Publishing off the tenure-track is possible, but not without its challenges.
“To see scholars use the papers in their own research to produce groundbreaking history is something we celebrate.”
Born out of the Cold War, the course has a great contradiction at its heart: why do we teach history?
A first-time biographer approaches writing the first biography–of her great-grandfather.
My agency in choosing modes of expression must extend to my students.
What is the purpose of education? Is it just to fill jobs with skilled workers?
Just as Gannon calls for seeing students as humans we can trust, we also need to humanize and trust adjuncts.
“No one listens unless we tell a good story, so we try to tell good stories.”
After finishing a doctoral program, the goal for many has always been a tenure-track job offer. But what about really terrible offers?

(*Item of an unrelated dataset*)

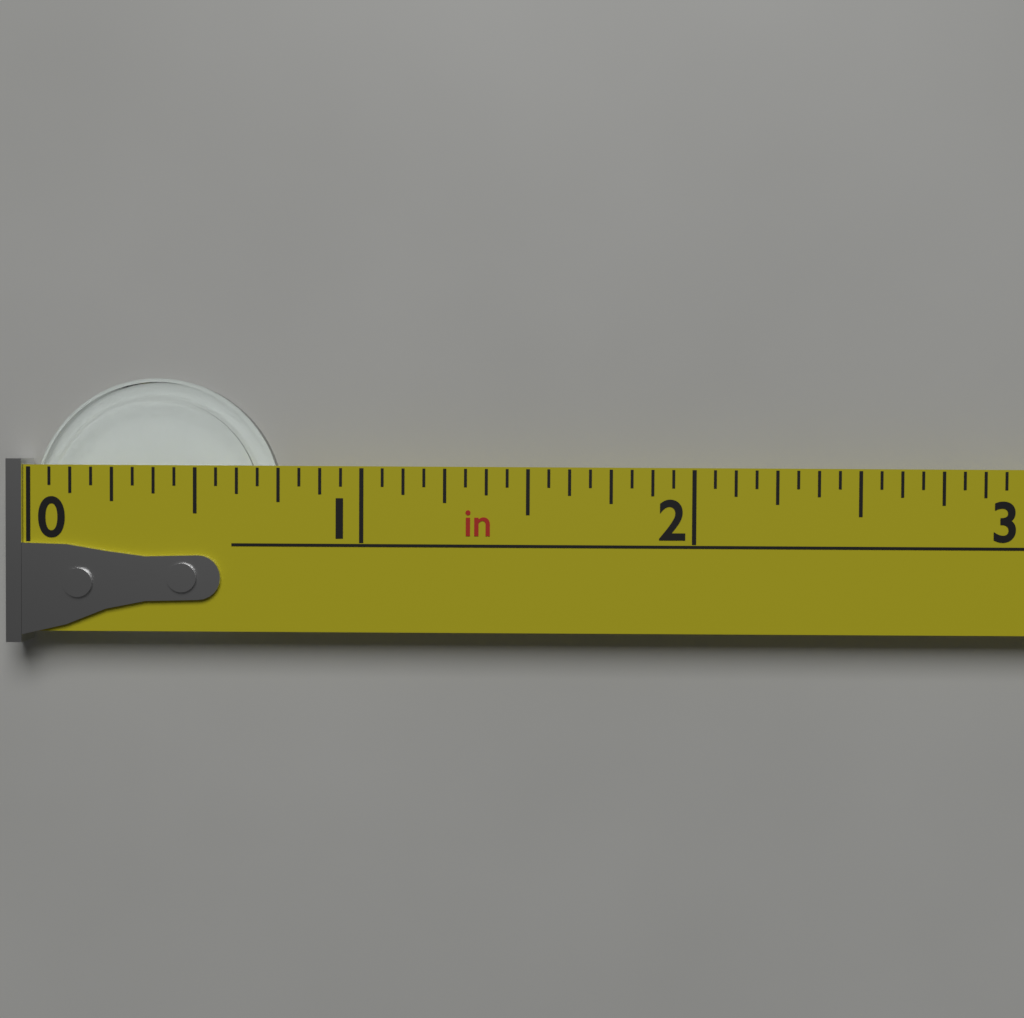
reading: 0.7500 in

“I always felt like I’d find answers in the past. I don’t really find any answers.”
“This experience was so ridiculously traumatic for everyone—and it’s not over yet, either.”
“We’re trying to help our students navigate this while also trying to navigate the situation ourselves.”

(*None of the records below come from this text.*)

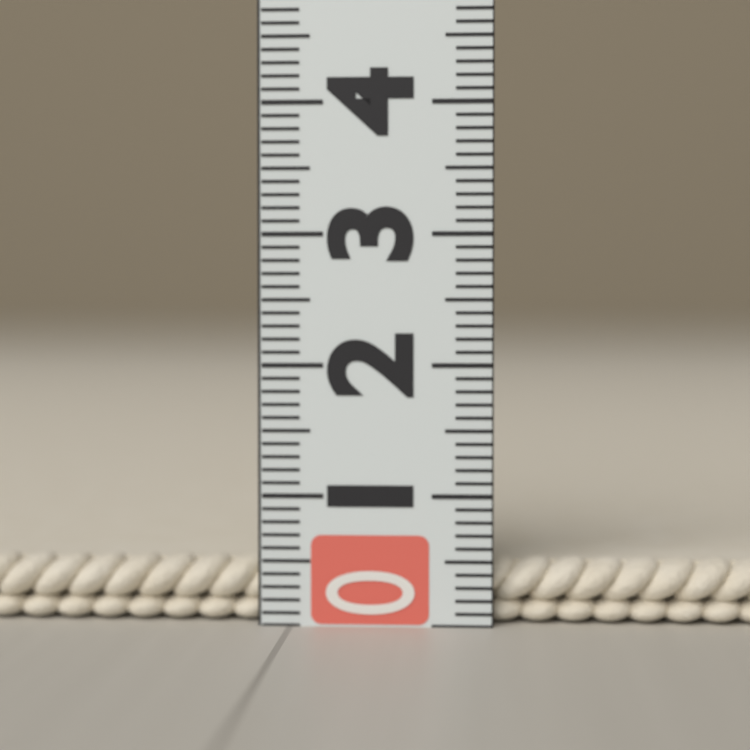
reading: 0.5 (no unit)
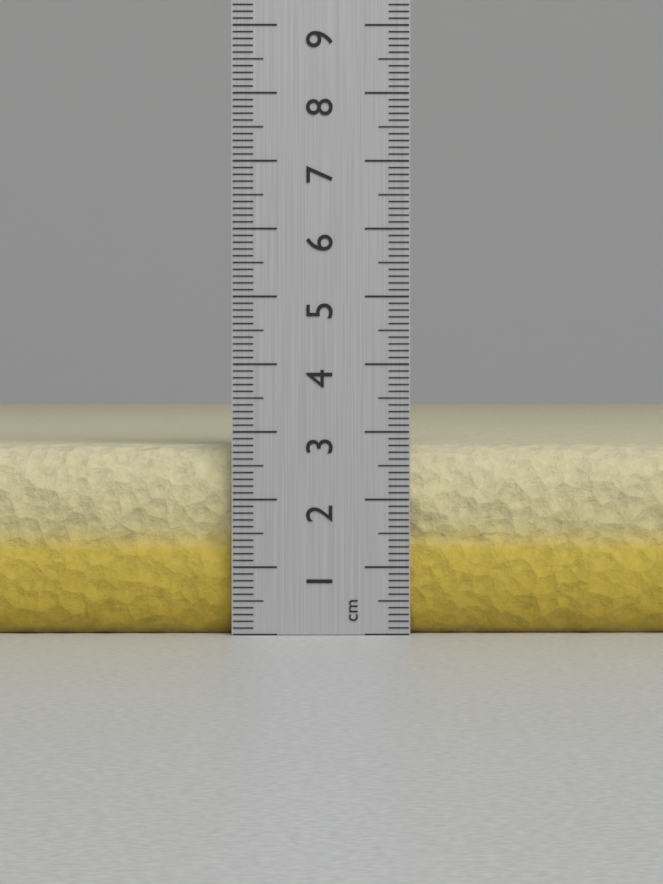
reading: 2.8 cm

The SHEAR controversy has only exposed structural problems within the wider historical profession.
How is the pandemic shaping the work of history and the lives of those who do that work?

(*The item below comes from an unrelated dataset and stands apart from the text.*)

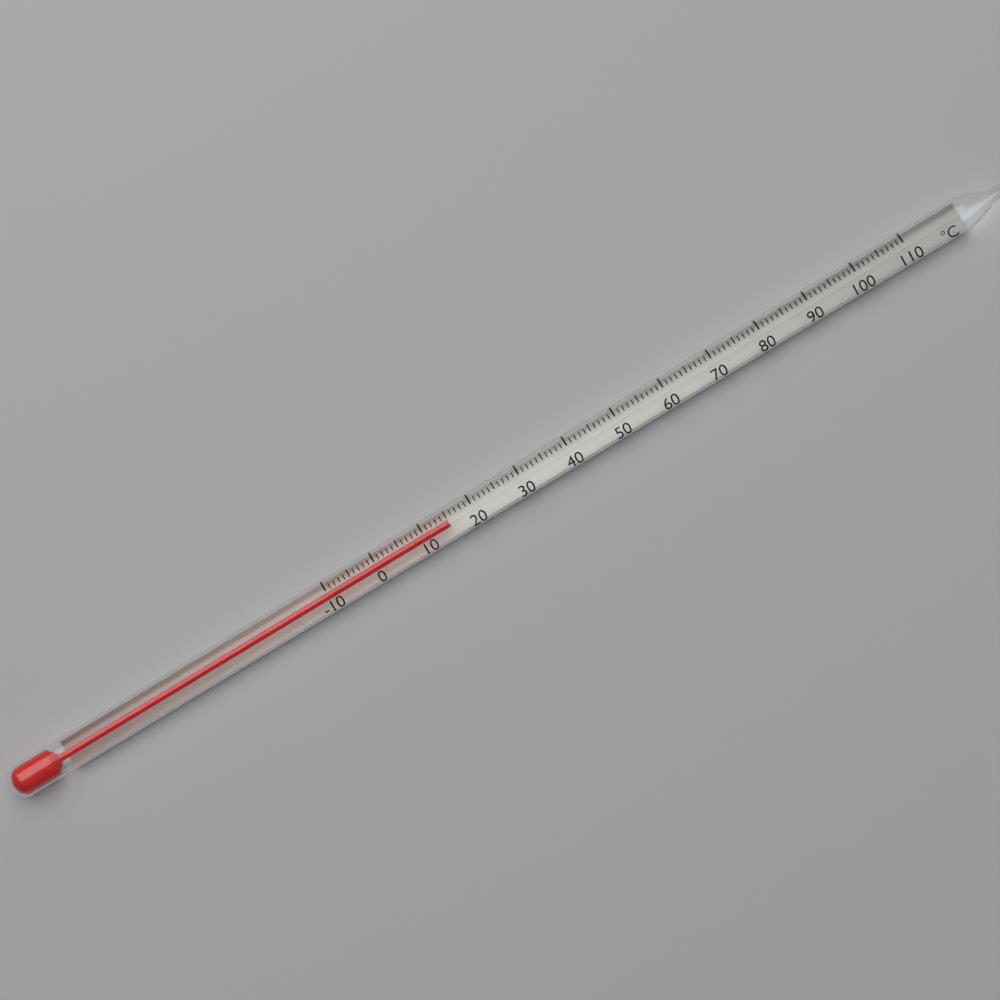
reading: 15 °C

This is the way the American century ends.
Packs of historians roam the streets, name tags flapping in the breeze, only to disappear into hotel conference rooms for hours at a time. What are they doing in there? And why?
What happens when academics collaborate with the restaurant industry? Good things (and better food).
The mental institution had a lot of old volumes stored in a conference room, but they were behind locked cabinet doors and no one knew exactly what was there.
I’d spent years living simultaneously inside the West and outside of it.
Despite being spied on and intimidated during my time in Yorba Linda, I still think presidential libraries are too important for historians to wash their hands of them.
Why do historians go to archives? Hasn’t everything already been digitized?
Who are museum exhibits for, and what difference does that make?
In general, academic writing doesn’t earn you anything, and most of the time, it costs you.
Their jobs and salaries may differ, but you should still call them “Professor.”